Wed. Nov 13th, 2024

Rep. Kerry “Bubba” Underwood, R-Tuscumbia, speaks to people on the floor of the Alabama House of Representatives before the start of the session on May 2, 2024 at the Alabama Statehouse in Montgomery, Alabama. Underwood has introduced a bill that would ban those convicted of sexual offenses from working as first responders. (Brian Lyman/Alabama Reflector)

An Alabama lawmaker has prefiled a bill that would prevent people convicted of a sexual offense from taking a job or volunteering as a first responder.

HB 27, sponsored Rep. Kerry Underwood, R-Tuscumbia, prohibits sex offenders from accepting or volunteering to be a first line responder such as a paramedic, firefighter, rescue squad member, or “in the course of his or her professional duties, responds to fire, medical, hazardous material, or other similar emergencies, whether compensated or not.”

“There is just a loophole that we have allowed in the law when it comes to sex offenders,” Underwood said in an interview Thursday. “Although they are precluded from being in certain buildings, certain locations, due to the proximity of children, they are precluded from that in the law, but if they are a first responder, or a volunteer, and there is a fire in a school, then everybody is going to roll. We are almost giving them permission to enter a facility they are otherwise banned from going into.”

A similar bill passed the House in last spring’s legislative session but did not get out of the Senate.

Knowingly violating the law would be a Class C felony for the person convicted of the offense, punishable by up to 10 years in prison. The bill says that the punishment would “not create liability” for any employer or volunteer organization of first responders.

State law currently bans those convicted of sexual offenses from volunteering or accepting a position at a school, child care facility or mobile vending business that provides services to children.

Alabama law also bans sexual offenders from working or volunteering within 2,000 feet of a school or child care facility, or, if convicted of a sexual offense involving a minor, working or volunteering within 500 feet of a playground, park or athletic facility.

“Similarly, when you think of first responders, there could be minors involved and, depending on the situation, there may or may not be guardians around,” said Elizabeth L. Jeglic, a professor at the John Jay College of Criminal Justice who studies sexual violence prevention, sexual abuse and sexual grooming. “While I have no data that suggests that first responders may abuse children, they would then have access. If they have that background, given what we know about it, they would be at increased risk versus someone who doesn’t have that background.”

The Alabama Legislature is scheduled to begin its 2025 session in February.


**What is being asked:**
Copy out each line featuring the string "caption" from the entries beneath.

**Data section:**
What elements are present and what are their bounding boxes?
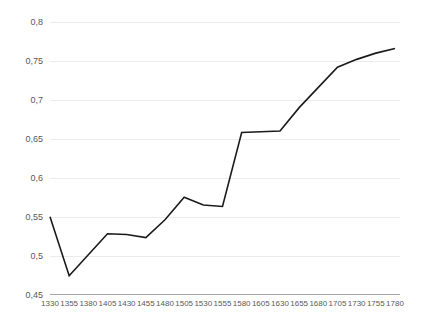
x-axis-tick-labels: 1330135513801405143014551480150515301555… [41, 299, 404, 308]
y-axis-tick-label: 0,5 [30, 251, 43, 261]
x-axis-tick-label: 1680 [309, 299, 327, 308]
x-axis-tick-label: 1380 [79, 299, 97, 308]
y-axis-tick-label: 0,65 [25, 134, 43, 144]
x-axis-tick-label: 1455 [137, 299, 155, 308]
y-axis-tick-label: 0,7 [30, 95, 43, 105]
x-axis-tick-label: 1630 [271, 299, 289, 308]
x-axis-tick-label: 1730 [348, 299, 366, 308]
x-axis-tick-label: 1430 [118, 299, 136, 308]
x-axis-tick-label: 1330 [41, 299, 59, 308]
x-axis-tick-label: 1580 [233, 299, 251, 308]
x-axis-tick-label: 1480 [156, 299, 174, 308]
x-axis-tick-label: 1755 [367, 299, 385, 308]
y-axis-tick-label: 0,75 [25, 56, 43, 66]
x-axis-tick-label: 1530 [194, 299, 212, 308]
x-axis-tick-label: 1555 [214, 299, 232, 308]
line-chart-container: 0,450,50,550,60,650,70,750,8 13301355138… [0, 0, 428, 316]
x-axis-tick-label: 1605 [252, 299, 270, 308]
x-axis-tick-label: 1655 [290, 299, 308, 308]
y-axis-tick-label: 0,55 [25, 212, 43, 222]
x-axis-tick-label: 1505 [175, 299, 193, 308]
chart-background [0, 0, 428, 316]
x-axis-tick-label: 1705 [329, 299, 347, 308]
x-axis-tick-label: 1355 [60, 299, 78, 308]
y-axis-tick-label: 0,6 [30, 173, 43, 183]
x-axis-tick-label: 1405 [99, 299, 117, 308]
line-chart-svg: 0,450,50,550,60,650,70,750,8 13301355138… [0, 0, 428, 316]
x-axis-tick-label: 1780 [386, 299, 404, 308]
y-axis-tick-label: 0,8 [30, 17, 43, 27]
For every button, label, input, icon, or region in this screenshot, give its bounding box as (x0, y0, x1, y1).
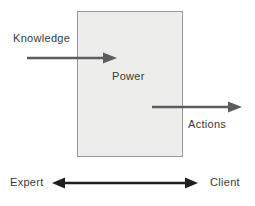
expert-client-arrow-icon (52, 178, 198, 189)
expert-label: Expert (10, 176, 44, 189)
client-label: Client (210, 176, 240, 189)
actions-arrow-icon (152, 102, 242, 113)
knowledge-arrow-icon (27, 53, 117, 64)
actions-label: Actions (188, 118, 226, 131)
knowledge-label: Knowledge (13, 32, 70, 45)
diagram-canvas: Knowledge Power Actions Expert Client (0, 0, 255, 206)
power-label: Power (112, 70, 145, 83)
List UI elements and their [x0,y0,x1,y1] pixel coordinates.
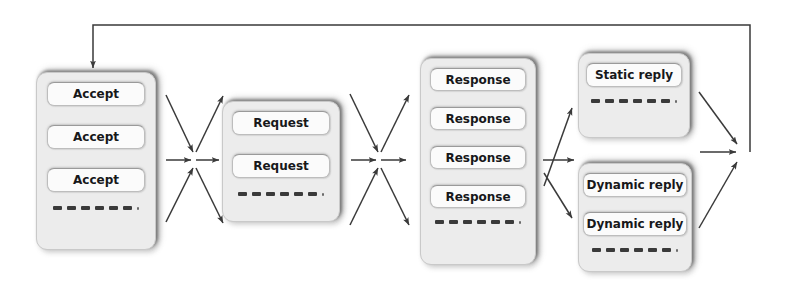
queue-continuation-dashes [238,192,324,196]
dash-segment [591,99,600,103]
dash-segment [308,192,317,196]
diagonal-arrow-up-right [196,96,223,152]
diagonal-arrow-down-right [196,168,223,223]
dash-tail [137,207,139,210]
dash-segment [53,206,62,210]
queue-item[interactable]: Dynamic reply [583,212,687,236]
dash-segment [633,99,642,103]
dash-tail [676,249,678,252]
queue-item[interactable]: Static reply [586,63,682,87]
stage-items: Static reply [579,63,689,103]
queue-continuation-dashes [591,99,677,103]
stage-items: Dynamic replyDynamic reply [579,173,691,252]
dash-segment [662,248,671,252]
diagonal-arrow-up-right [699,162,737,228]
queue-continuation-dashes [592,248,678,252]
queue-item[interactable]: Dynamic reply [583,173,687,197]
dash-segment [238,192,247,196]
dash-segment [477,220,486,224]
dash-segment [634,248,643,252]
dash-segment [463,220,472,224]
queue-item[interactable]: Response [430,68,526,91]
dash-segment [123,206,132,210]
static-reply-queue[interactable]: Static reply [578,53,690,138]
dash-tail [322,193,324,196]
dash-segment [109,206,118,210]
dash-segment [661,99,670,103]
diagonal-arrow-down-right [350,94,378,152]
queue-item[interactable]: Accept [47,82,145,106]
request-queue[interactable]: RequestRequest [222,101,340,222]
diagonal-arrow-up-right [166,168,193,222]
dash-tail [675,100,677,103]
dash-segment [280,192,289,196]
dash-tail [519,221,521,224]
queue-continuation-dashes [435,220,521,224]
diagonal-arrow-up-right [350,168,378,225]
dash-segment [620,248,629,252]
queue-item[interactable]: Response [430,185,526,208]
stage-items: AcceptAcceptAccept [37,82,155,210]
stage-items: RequestRequest [223,111,339,196]
queue-item[interactable]: Accept [47,168,145,192]
dash-segment [294,192,303,196]
queue-item[interactable]: Request [232,154,330,178]
queue-item[interactable]: Accept [47,125,145,149]
dash-segment [605,99,614,103]
dash-segment [648,248,657,252]
dash-segment [606,248,615,252]
diagonal-arrow-down-right [544,173,572,218]
diagonal-arrow-down-right [166,95,193,152]
diagonal-arrow-down-right [699,92,737,144]
dash-segment [647,99,656,103]
queue-item[interactable]: Request [232,111,330,135]
dash-segment [505,220,514,224]
dash-segment [435,220,444,224]
dash-segment [252,192,261,196]
dash-segment [619,99,628,103]
dash-segment [67,206,76,210]
dynamic-reply-queue[interactable]: Dynamic replyDynamic reply [578,163,692,272]
queue-item[interactable]: Response [430,146,526,169]
dash-segment [491,220,500,224]
stage-items: ResponseResponseResponseResponse [421,68,535,224]
dash-segment [449,220,458,224]
dash-segment [592,248,601,252]
queue-continuation-dashes [53,206,139,210]
dash-segment [95,206,104,210]
diagonal-arrow-down-right [381,168,409,225]
dash-segment [266,192,275,196]
diagram-canvas: AcceptAcceptAcceptRequestRequestResponse… [0,0,793,286]
accept-queue[interactable]: AcceptAcceptAccept [36,72,156,250]
diagonal-arrow-up-right [381,95,409,152]
dash-segment [81,206,90,210]
response-queue[interactable]: ResponseResponseResponseResponse [420,58,536,265]
diagonal-arrow-up-right [544,108,572,186]
queue-item[interactable]: Response [430,107,526,130]
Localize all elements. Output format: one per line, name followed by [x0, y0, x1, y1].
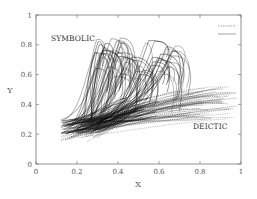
x-tick-label: 0.2 — [71, 168, 82, 176]
y-tick-label: 0.6 — [21, 71, 33, 79]
y-tick-label: 0.2 — [21, 131, 32, 139]
x-tick-label: 1 — [239, 168, 243, 176]
x-tick-label: 0.4 — [112, 168, 124, 176]
legend — [218, 26, 236, 34]
x-axis-label: X — [135, 180, 141, 189]
y-tick-label: 0 — [28, 161, 32, 169]
annotation-deictic: DEICTIC — [193, 122, 228, 131]
x-tick-label: 0.6 — [153, 168, 165, 176]
y-tick-label: 0.4 — [21, 101, 33, 109]
y-axis-label: Y — [6, 86, 13, 95]
annotation-symbolic: SYMBOLIC — [51, 34, 95, 43]
trajectory-chart: 00.20.40.60.8100.20.40.60.81 X Y SYMBOLI… — [0, 0, 257, 199]
y-tick-label: 1 — [28, 12, 32, 20]
x-tick-label: 0 — [34, 168, 38, 176]
x-tick-label: 0.8 — [194, 168, 205, 176]
y-tick-label: 0.8 — [21, 41, 32, 49]
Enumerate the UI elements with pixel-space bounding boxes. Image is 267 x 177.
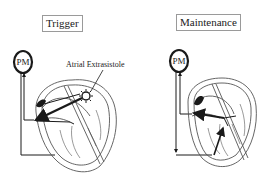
sa-node-icon [194,96,204,105]
conduction-arrows [194,113,236,155]
pacemaker-icon: PM [170,50,188,72]
extrasystole-burst-icon [79,89,93,103]
panel-maintenance: PM [170,50,256,167]
pacemaker-label: PM [172,56,185,66]
heart-outline [36,80,116,172]
atrial-extrasistole-label: Atrial Extrasistole [66,60,124,69]
panel-trigger: PM [14,51,116,172]
heart-outline [188,78,256,167]
panel-title-trigger: Trigger [42,15,83,32]
pacemaker-label: PM [16,57,29,67]
annotation-leader-line [91,70,103,91]
panel-title-maintenance: Maintenance [176,14,241,31]
pacemaker-icon: PM [14,51,32,73]
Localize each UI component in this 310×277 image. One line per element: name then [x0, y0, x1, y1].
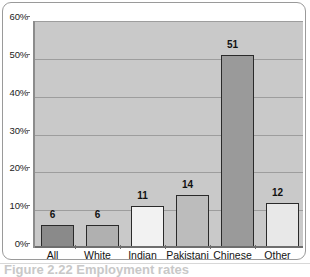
gridline [35, 210, 303, 211]
bar-value-label: 6 [78, 209, 118, 220]
figure-container: Figure 2.22 Employment rates 0%10%20%30%… [0, 0, 310, 277]
bar-value-label: 6 [33, 209, 73, 220]
y-axis-tick-mark [26, 54, 30, 55]
y-axis-tick-label: 40% [0, 86, 28, 97]
y-axis-tick-label: 60% [0, 11, 28, 22]
bar-value-label: 12 [258, 187, 298, 198]
x-axis-tick-mark [165, 245, 166, 249]
y-axis-tick-label: 0% [0, 238, 28, 249]
y-axis-tick-mark [26, 130, 30, 131]
chart-card [2, 2, 306, 260]
y-axis-tick-mark [26, 243, 30, 244]
bar-pakistani [176, 195, 209, 248]
y-axis-tick-label: 50% [0, 48, 28, 59]
plot-inner [35, 21, 303, 248]
bar-white [86, 225, 119, 248]
figure-caption-strip: Figure 2.22 Employment rates [0, 265, 310, 277]
y-axis-tick-mark [26, 92, 30, 93]
y-axis-tick-label: 10% [0, 200, 28, 211]
x-axis-tick-mark [120, 245, 121, 249]
bar-indian [131, 206, 164, 248]
x-axis-label-other: Other [248, 249, 308, 261]
bar-chinese [221, 55, 254, 248]
x-axis-tick-mark [210, 245, 211, 249]
x-axis-tick-mark [255, 245, 256, 249]
gridline [35, 135, 303, 136]
x-axis-tick-mark [75, 245, 76, 249]
plot-area [33, 21, 303, 248]
bar-other [266, 203, 299, 248]
y-axis-tick-mark [26, 16, 30, 17]
y-axis-tick-mark [26, 167, 30, 168]
bar-value-label: 14 [168, 179, 208, 190]
bar-all [41, 225, 74, 248]
caption-divider [0, 263, 310, 264]
y-axis-tick-mark [26, 205, 30, 206]
bar-value-label: 11 [123, 190, 163, 201]
gridline [35, 97, 303, 98]
gridline [35, 59, 303, 60]
figure-caption: Figure 2.22 Employment rates [4, 265, 189, 277]
gridline [35, 21, 303, 22]
y-axis-tick-label: 20% [0, 162, 28, 173]
y-axis-tick-label: 30% [0, 124, 28, 135]
bar-value-label: 51 [213, 39, 253, 50]
gridline [35, 172, 303, 173]
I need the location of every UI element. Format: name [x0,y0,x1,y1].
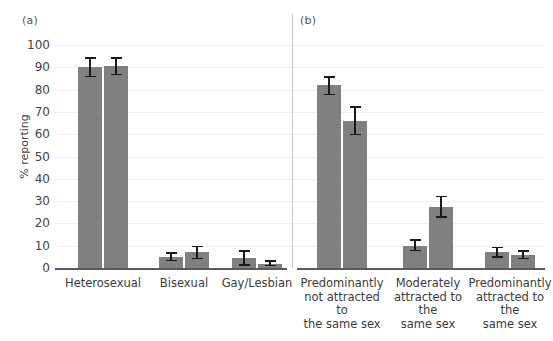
bar [343,121,367,268]
error-bar-cap-top [111,57,122,59]
error-bar [485,247,509,258]
error-bar-whisker [440,196,442,218]
error-bar [104,57,128,75]
error-bar [159,252,183,261]
y-tick-label-30: 30 [16,196,50,206]
error-bar [343,106,367,135]
error-bar-cap-top [265,260,276,262]
panel-divider [292,14,293,268]
x-axis-panel-a [55,268,287,270]
error-bar-cap-bottom [265,265,276,267]
y-tick-label-20: 20 [16,218,50,228]
error-bar-cap-bottom [192,258,203,260]
y-tick-label-10: 10 [16,241,50,251]
gridline-70 [55,112,545,113]
y-tick-label-70: 70 [16,107,50,117]
error-bar-cap-bottom [518,258,529,260]
gridline-90 [55,67,545,68]
error-bar-cap-bottom [239,264,250,266]
gridline-30 [55,201,545,202]
x-category-label-line: attracted to the [467,291,553,318]
error-bar-cap-top [192,246,203,248]
x-category-label-line: Moderately [385,277,471,291]
error-bar [317,76,341,95]
error-bar [511,250,535,259]
error-bar-cap-bottom [324,94,335,96]
gridline-100 [55,45,545,46]
error-bar-cap-bottom [111,74,122,76]
y-tick-label-100: 100 [16,40,50,50]
gridline-20 [55,223,545,224]
error-bar-cap-top [518,250,529,252]
error-bar [78,57,102,77]
error-bar-cap-top [492,247,503,249]
error-bar-cap-bottom [166,260,177,262]
y-tick-label-50: 50 [16,152,50,162]
panel-a-label: (a) [22,14,38,27]
gridline-40 [55,179,545,180]
error-bar [185,246,209,259]
x-category-label-line: same sex [385,318,471,332]
error-bar-whisker [89,57,91,77]
error-bar [403,239,427,251]
gridline-10 [55,246,545,247]
panel-b-label: (b) [300,14,316,27]
error-bar-cap-bottom [410,250,421,252]
error-bar [429,196,453,218]
gridline-50 [55,157,545,158]
x-category-label: Predominantlyattracted to thesame sex [467,277,553,331]
y-tick-label-40: 40 [16,174,50,184]
error-bar-cap-top [166,252,177,254]
x-category-label: Moderatelyattracted to thesame sex [385,277,471,331]
error-bar [258,260,282,266]
bar-chart-figure: (a) (b) % reporting 01020304050607080901… [0,0,553,341]
error-bar-cap-top [410,239,421,241]
y-tick-label-80: 80 [16,85,50,95]
error-bar-cap-top [324,76,335,78]
x-category-label-line: attracted to the [385,291,471,318]
y-tick-label-90: 90 [16,62,50,72]
error-bar-cap-bottom [492,256,503,258]
error-bar-whisker [328,76,330,95]
bar [78,67,102,268]
x-category-label-line: Predominantly [467,277,553,291]
error-bar-cap-top [350,106,361,108]
x-category-label: Predominantlynot attracted tothe same se… [299,277,385,331]
bar [317,85,341,268]
x-category-label-line: not attracted to [299,291,385,318]
y-tick-label-60: 60 [16,129,50,139]
error-bar-cap-bottom [350,134,361,136]
error-bar-whisker [115,57,117,75]
y-tick-label-0: 0 [16,263,50,273]
error-bar-cap-top [436,196,447,198]
gridline-80 [55,90,545,91]
error-bar-cap-bottom [436,216,447,218]
x-category-label-line: the same sex [299,318,385,332]
error-bar [232,250,256,266]
x-category-label: Gay/Lesbian [209,277,305,291]
bar [104,66,128,268]
gridline-60 [55,134,545,135]
error-bar-cap-bottom [85,76,96,78]
x-category-label-line: Predominantly [299,277,385,291]
x-axis-panel-b [297,268,545,270]
error-bar-cap-top [85,57,96,59]
x-category-label-line: same sex [467,318,553,332]
error-bar-whisker [354,106,356,135]
error-bar-cap-top [239,250,250,252]
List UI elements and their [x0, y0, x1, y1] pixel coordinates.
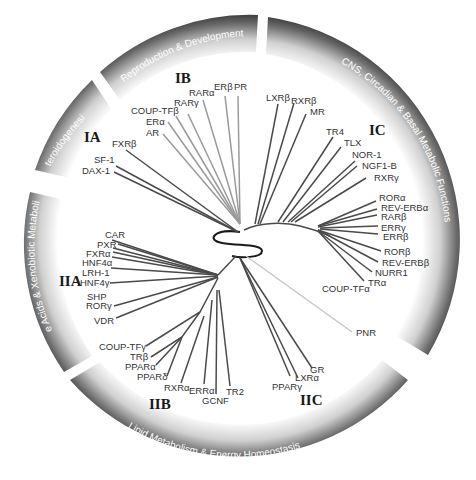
central-loop	[214, 231, 262, 257]
leaf-label: RORβ	[384, 246, 411, 257]
clade-label-iib: IIB	[149, 396, 171, 412]
leaf-label: PR	[234, 81, 247, 92]
clade-label-ic: IC	[369, 122, 386, 138]
leaf-label: ERRβ	[383, 231, 409, 242]
leaf-label: PPARδ	[137, 371, 167, 382]
band-lipid	[70, 360, 408, 456]
leaf-label: GR	[310, 364, 324, 375]
leaves-ib: RARα ERβ PR RARγ COUP-TFβ ERα AR	[131, 81, 247, 138]
clade-label-iia: IIA	[59, 273, 82, 289]
leaf-label: NGF1-B	[362, 160, 397, 171]
leaf-label: ERβ	[214, 81, 233, 92]
leaf-label: DAX-1	[82, 165, 110, 176]
leaf-label: RARβ	[381, 211, 407, 222]
nuclear-receptor-tree-diagram: Steroidogenesis Reproduction & Developme…	[0, 0, 476, 480]
leaf-label: NOR-1	[352, 149, 382, 160]
leaf-label: RXRα	[164, 382, 190, 393]
leaf-label: TR2	[226, 386, 244, 397]
leaf-label: RXRγ	[374, 172, 399, 183]
leaf-label: COUP-TFα	[322, 283, 370, 294]
leaf-label: VDR	[94, 315, 114, 326]
clade-label-ib: IB	[175, 70, 191, 86]
leaf-label: TLX	[344, 137, 362, 148]
leaf-label: SF-1	[94, 154, 115, 165]
leaves-iic: PPARγ LXRα GR	[272, 364, 324, 392]
leaf-label: AR	[146, 127, 159, 138]
leaf-label-pnr: PNR	[356, 327, 376, 338]
tree-branches	[110, 96, 381, 394]
leaf-label: LXRβ	[266, 92, 290, 103]
leaf-label: HNF4γ	[80, 277, 110, 288]
clade-label-iic: IIC	[300, 392, 323, 408]
leaf-label: TRα	[368, 277, 387, 288]
leaf-label: TR4	[326, 126, 344, 137]
leaf-label: RORγ	[86, 300, 112, 311]
leaf-label: RXRβ	[291, 95, 317, 106]
leaf-label: ERα	[146, 116, 165, 127]
leaf-label: COUP-TFβ	[131, 105, 179, 116]
leaf-label: FXRβ	[112, 138, 137, 149]
leaf-label: MR	[310, 106, 325, 117]
clade-label-ia: IA	[84, 129, 101, 145]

**Output for this exercise:**
figure-caption-strip: Figure 2.22 Employment rates [0, 265, 310, 277]
caption-divider [0, 263, 310, 264]
figure-caption: Figure 2.22 Employment rates [4, 265, 189, 277]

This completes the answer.